My first post so I'll intro myself a little bit.
I'm not a web designer/coder. I've dabbled in php for years but this is my first real project other than simple display.
The project is inspired by
http://people.mozilla.org/~bsterne/content-security-policy/
My goal is to implement it server side through a class that acts as a post filter.
Obviously it is not going to be as good as a real browser based CSP solution because a policy allowed script could modify the DOM to add stuff the policy would reject, and there's no way to catch that server side.
But I hope my output filter will eventually be good enough to catch and remove anything in the sent document that would trigger CSP on a CSP enabled client.
Here's the current version of the class file:
http://homepage.mac.com/mpeters/misc/cspfilter_class.php.txt
It does require that the document be fully created and in a DOMDocument object (use DOMDocument's loadHTML() for well formed html, use loadXHM() for well formed xhtml)
basic usage - where $foo is your DOMDocument object
this example assumes you want to allow images, script, and object tags
$bar = new cspfilter;
$bar->httphost = "www.example.net";
$bar->csp['allow'] = "none"; // that's default but not bad idea to explicitly state
$bar->csp['img-src'] = "images.example.net *.photobucket.com";
$bar->csp['script-src'] = "scripts.example.net";
$bar->csp['object-src'] = "self";
$bar->inputDom($foo);
$bar->processData();
// defaults to false which creates meta tag instead of header
$bar->cspHeader = true;
$bar->makeCSP(); // sends the header or adds meta tag to document head
// now we've sent the CSP header - send the page
print $foo->saveHTML(); // use saveXML() for xhtml
I've done a little testing of the class on my own project that I'm building, but I have not tested it heavily.
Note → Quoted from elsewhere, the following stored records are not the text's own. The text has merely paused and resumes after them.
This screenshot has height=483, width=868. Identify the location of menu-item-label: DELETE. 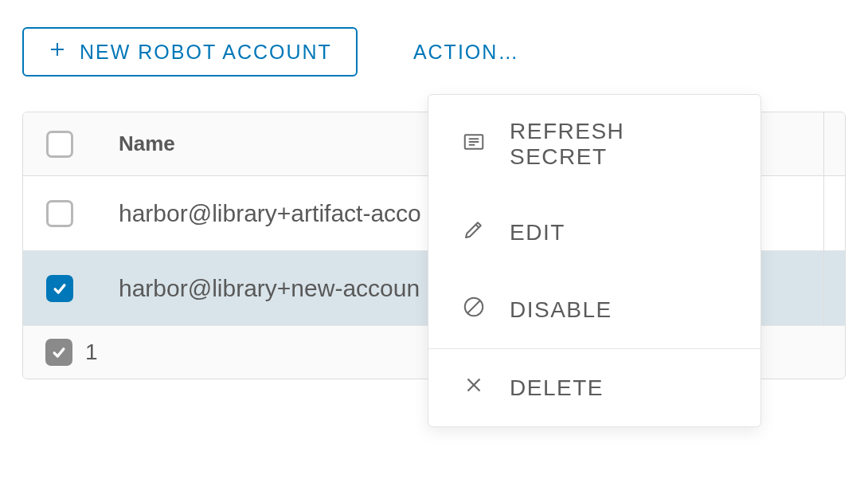
(557, 388).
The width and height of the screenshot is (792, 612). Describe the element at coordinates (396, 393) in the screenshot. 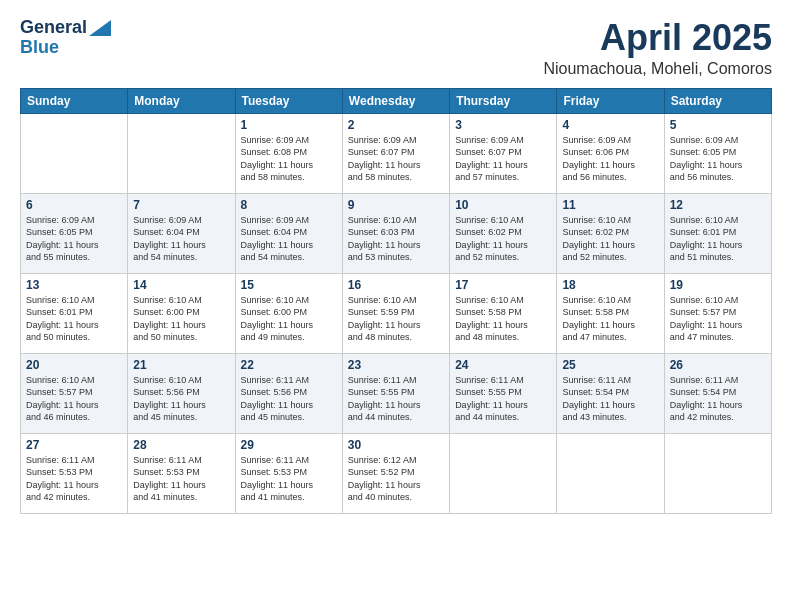

I see `calendar-week-4: 20Sunrise: 6:10 AM Sunset: 5:57 PM Dayli…` at that location.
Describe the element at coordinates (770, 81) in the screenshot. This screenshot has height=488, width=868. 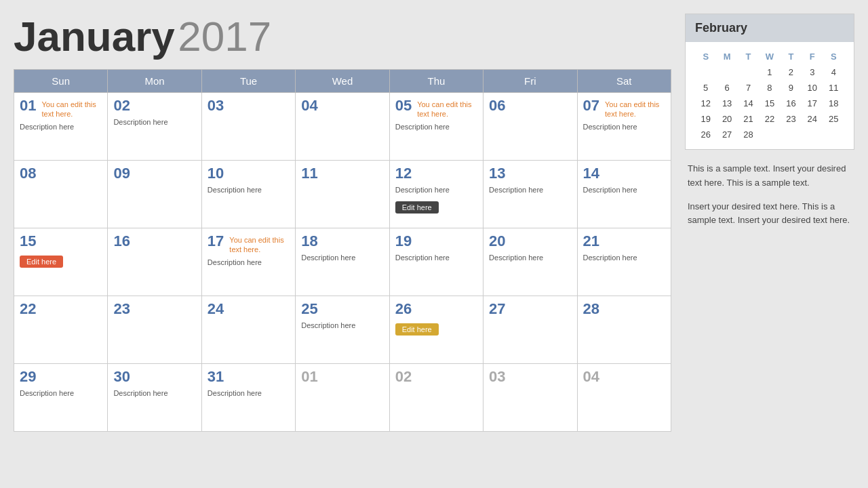
I see `mini-calendar: February SMTWTFS 12345678910111213141516…` at that location.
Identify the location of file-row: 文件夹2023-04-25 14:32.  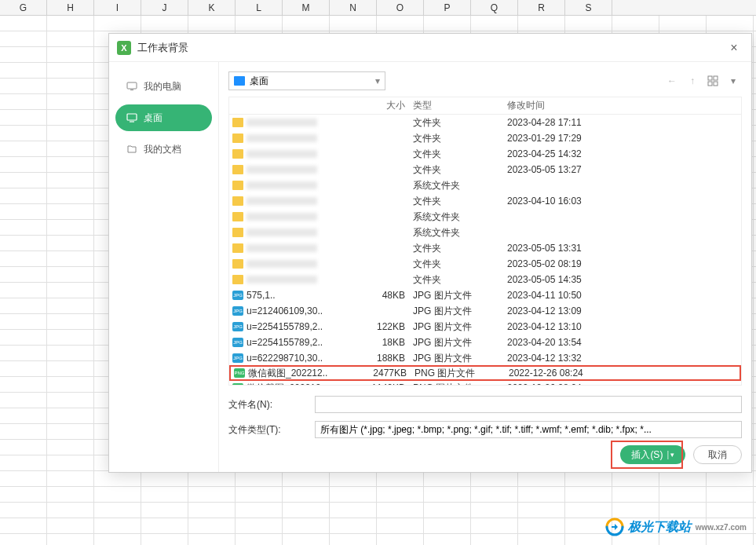
(485, 154).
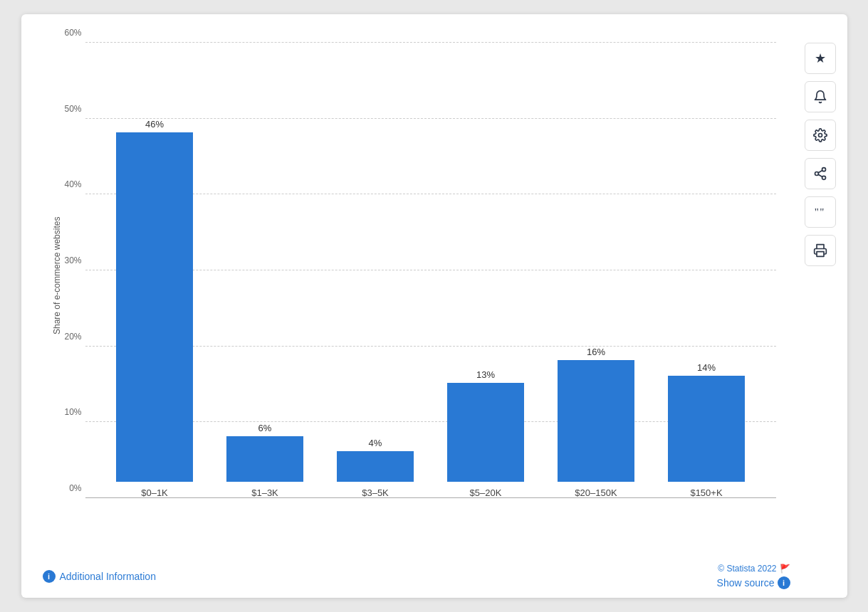 The image size is (868, 612). What do you see at coordinates (68, 337) in the screenshot?
I see `y-axis-tick-label: 20%` at bounding box center [68, 337].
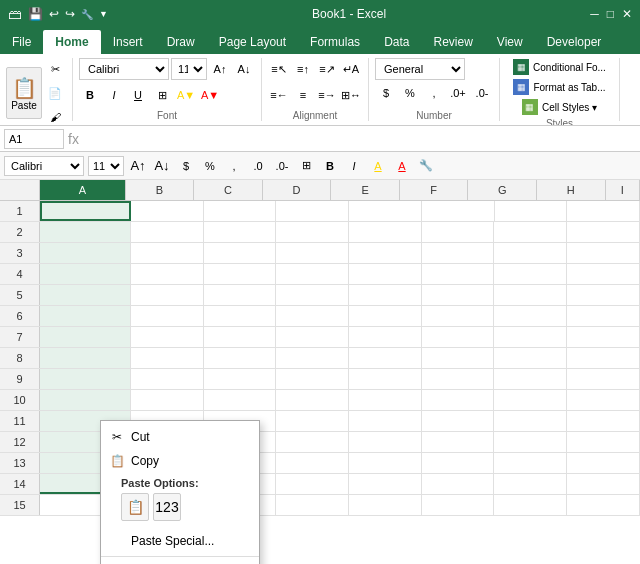 The height and width of the screenshot is (564, 640). I want to click on tab-developer: Developer, so click(574, 42).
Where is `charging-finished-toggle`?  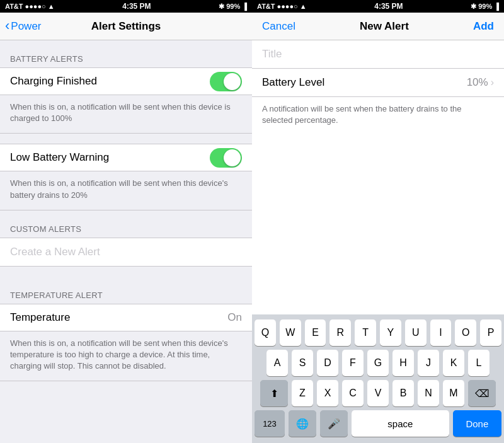
charging-finished-toggle is located at coordinates (226, 82).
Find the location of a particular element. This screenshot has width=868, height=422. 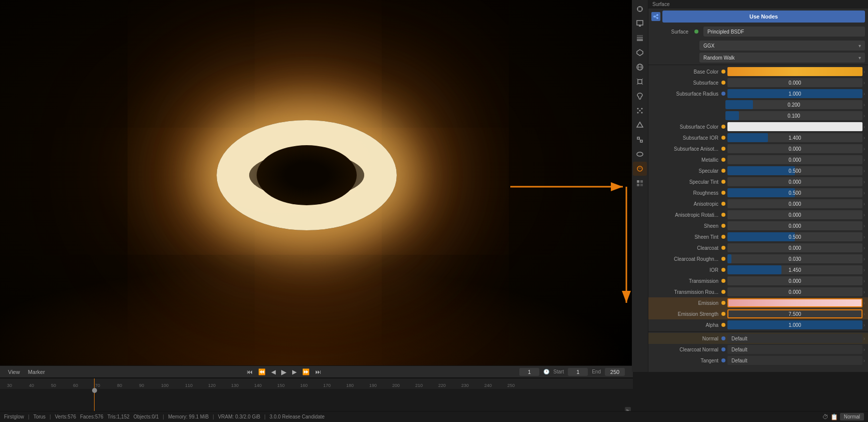

sheen-arrow: › is located at coordinates (864, 226).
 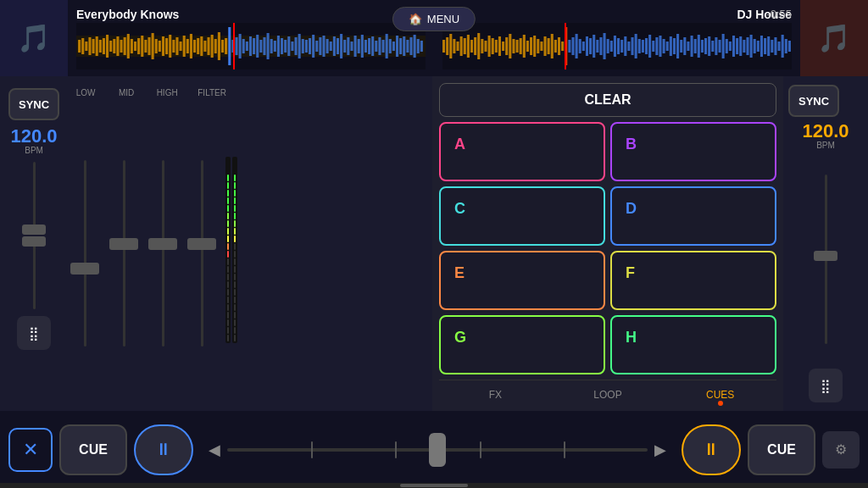 I want to click on right-cue-button: CUE, so click(x=782, y=450).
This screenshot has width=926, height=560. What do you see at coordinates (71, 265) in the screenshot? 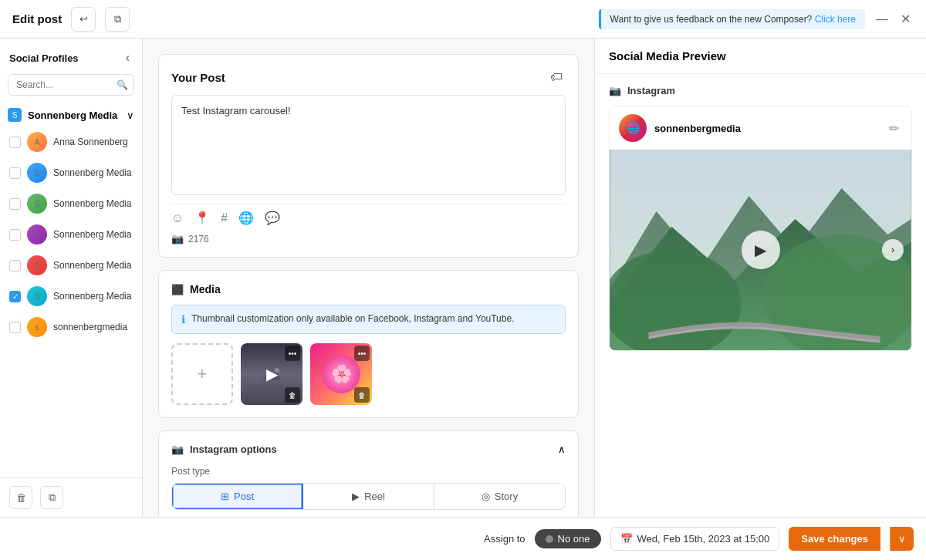
I see `sidebar-item-sm4: S Sonnenberg Media` at bounding box center [71, 265].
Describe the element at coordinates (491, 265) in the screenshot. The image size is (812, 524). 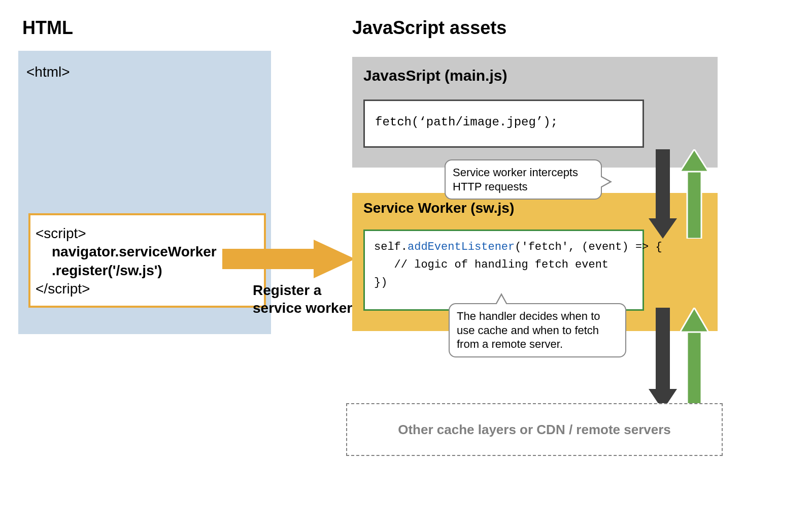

I'm going out of town this weekend, but when I get back I hope to create a test case page that let's anyone select what csp options they want to enforce (and specify what hosts to allow), enter raw html into a textarea, and submit it - with the raw html being placed in a div under the textarea. I'll obviously have to do a little input filtering in order to ensure the raw html is valid and can be imported into the DOM object, but anyway - that playground to find bugs may take a little while.
However, since I'm neither a php coder by trade nor an expert security, I would really appreciate any feedback possible on the class.
One thing to note - I believe the current CSP recommendation wants no event attributes at all. My output filter does allow white listing of event handlers, but it does not allow arguments in function (IE if you whitelist onload, <body onload="alert('foo');"> would be filtered to <body onload="alert();">
For my web app I'm building, I really do need onload, onchange, and onsubmit. Yes, the webapp works w/o scripting but the user experience with the scripting.
-=-
I know requiring the html to be fully constructed before a line of it is sent will mean many existing project would not be able to use the filter, but it seems quite a few templating systems do just that - so loadHTML() is all it would take to prepare the output for the output filter.
Again, I appreciate any and all feedback. I've learned a lot from Rsnake's blog and I've learned a lot from reading this forum.